For certain kinds of big applications, message queuing software is a necessary glue for distributed applications because sometimes servers are down or systems are just running slowly, and you don’t want a transaction to stall just because a backend system is not performing well. So instead of hard-coding the transactions pieces to not continue unless each stage of the transaction is completed, you carve up the transaction into messages and then queue them up on different parts of the application’s servers, explained Timothy Prickett Morgan in his writeup of the BMC-MQSoftware news.
CA adds Eclipse support to CICS application testing
In other mainframe systems management news, CA added a new GUI based on Eclipse for its testing and debugging tools, CA InterTest Batch and CA InterTest for CICS. CA said this new GUI will make it easier for novice mainframe staff to execute core testing, and debugging tasks. CA also released a new version of CA SymDump for CICS, its advanced abend analysis solution.
Aug 5 2009 7:06PM GMT
Posted by: Matt Stansberry
DataCenter,
mainframe,
business intelligence
On July 28, IBM announced it would acquire business intelligence software company, SPSS. The merger may have a big impact on the mainframe’s business intelligence abilities in the future.
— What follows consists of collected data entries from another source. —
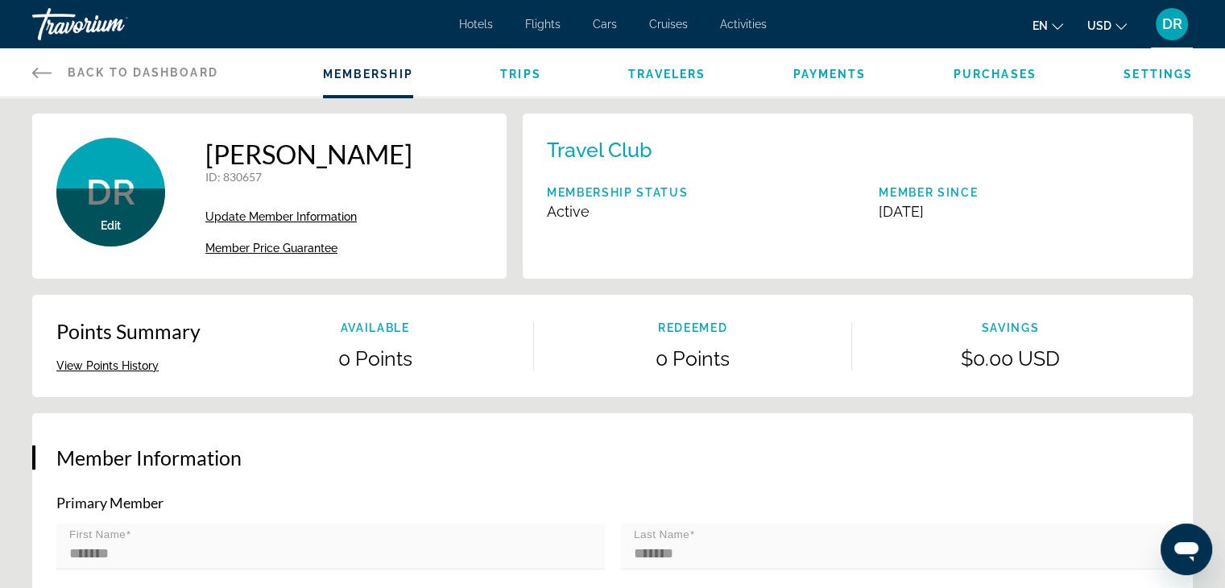  I want to click on span: en, so click(1040, 26).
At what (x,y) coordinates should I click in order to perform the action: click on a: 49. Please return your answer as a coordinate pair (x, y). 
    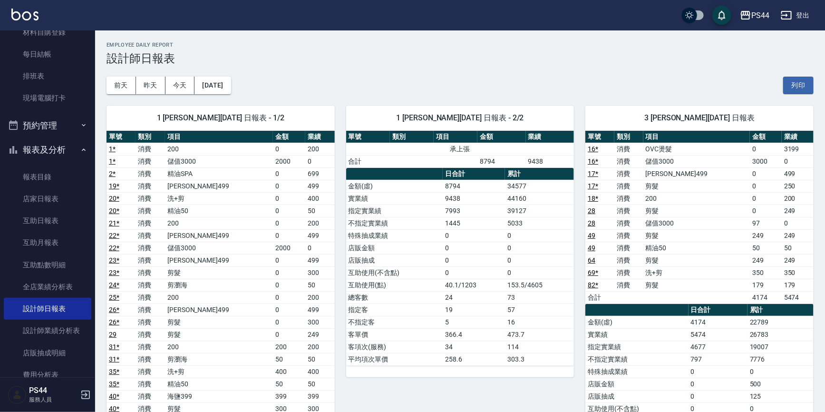
    Looking at the image, I should click on (592, 235).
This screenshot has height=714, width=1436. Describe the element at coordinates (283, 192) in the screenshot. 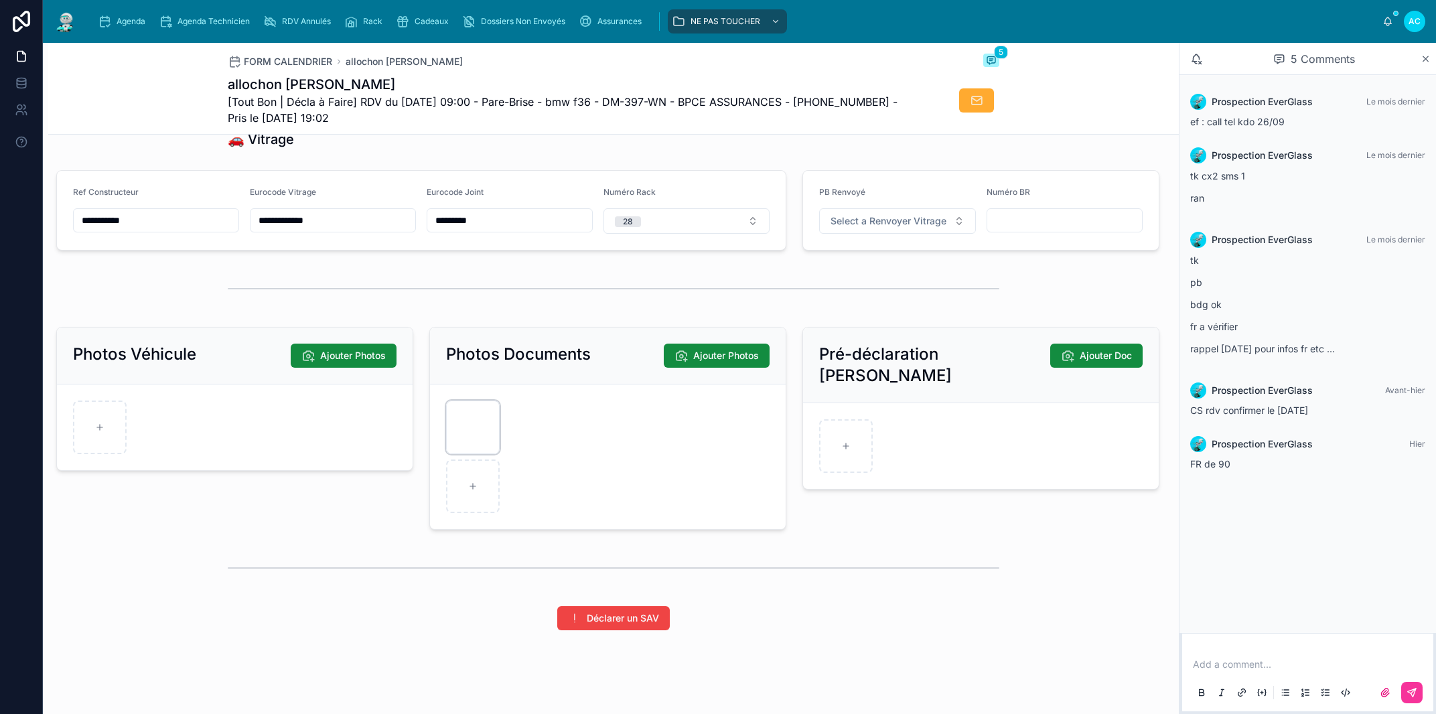

I see `span: Eurocode Vitrage` at that location.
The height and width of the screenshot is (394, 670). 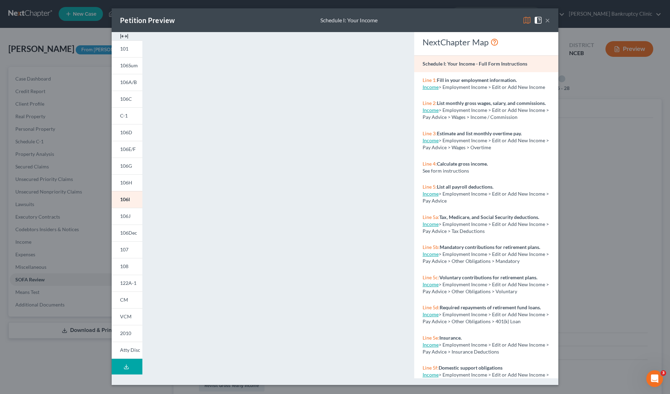 What do you see at coordinates (431, 217) in the screenshot?
I see `span: Line 5a:` at bounding box center [431, 217].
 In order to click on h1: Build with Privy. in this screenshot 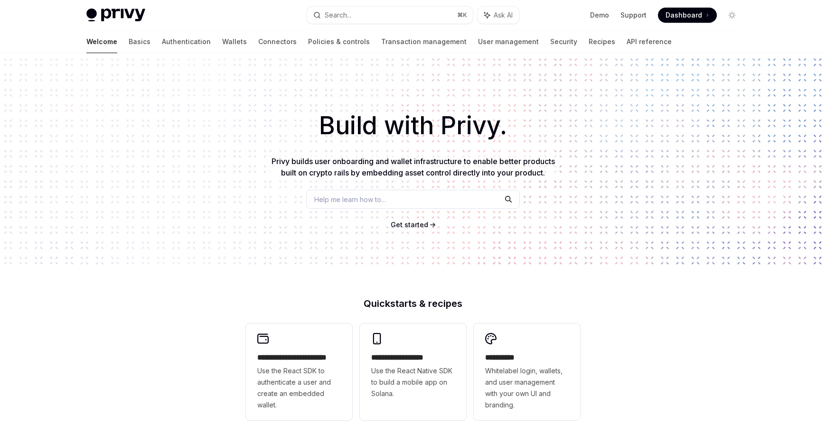, I will do `click(413, 126)`.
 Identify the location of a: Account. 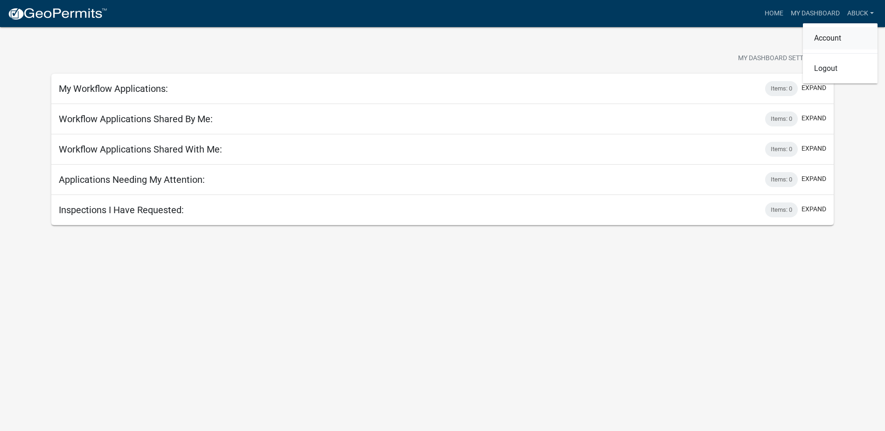
(840, 38).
James Governor on the impact of IBM’s SPSS acquisition, via The Mainframe Blog:
IBM has done a lot of really solid work making the mainframe less expensive for non-CICS and IMS workloads like Linux (IFL), DB2 (zIP) or WebSphere (zAAP). IBM is determined to drive datawarehousing workloads to the mainframe. But SAS Institute was a “stick in the mud”, effectively forcing users to pay capacity-based mainframe charges, and so making it less likely customers would run Big Data analytics on z. Well now IBM is in a great position to offer specialist offload processors for data analytics workloads, but also push SAS Institute into a price war that can only benefit customers interested in mainframe consolidation- and don’t think that’s an isolated group.
Aug 5 2009 1:47PM GMT
Posted by: Matt Stansberry
DataCenter,
mainframe
Cisco XRC Acceleration, a WAN acceleration tool Jointly developed by Cisco and IBM was designed for customers deploying IBM’s mainframe disaster recovery offering, z/OS Global Mirror. The Cisco XRC Acceleraton tool accelerates data traffic traveling very long distances over the wide-area network (WAN) reducing bandwidth consumption and shrinking update windows.
There are a slew of other Cisco announcements attached to the press release.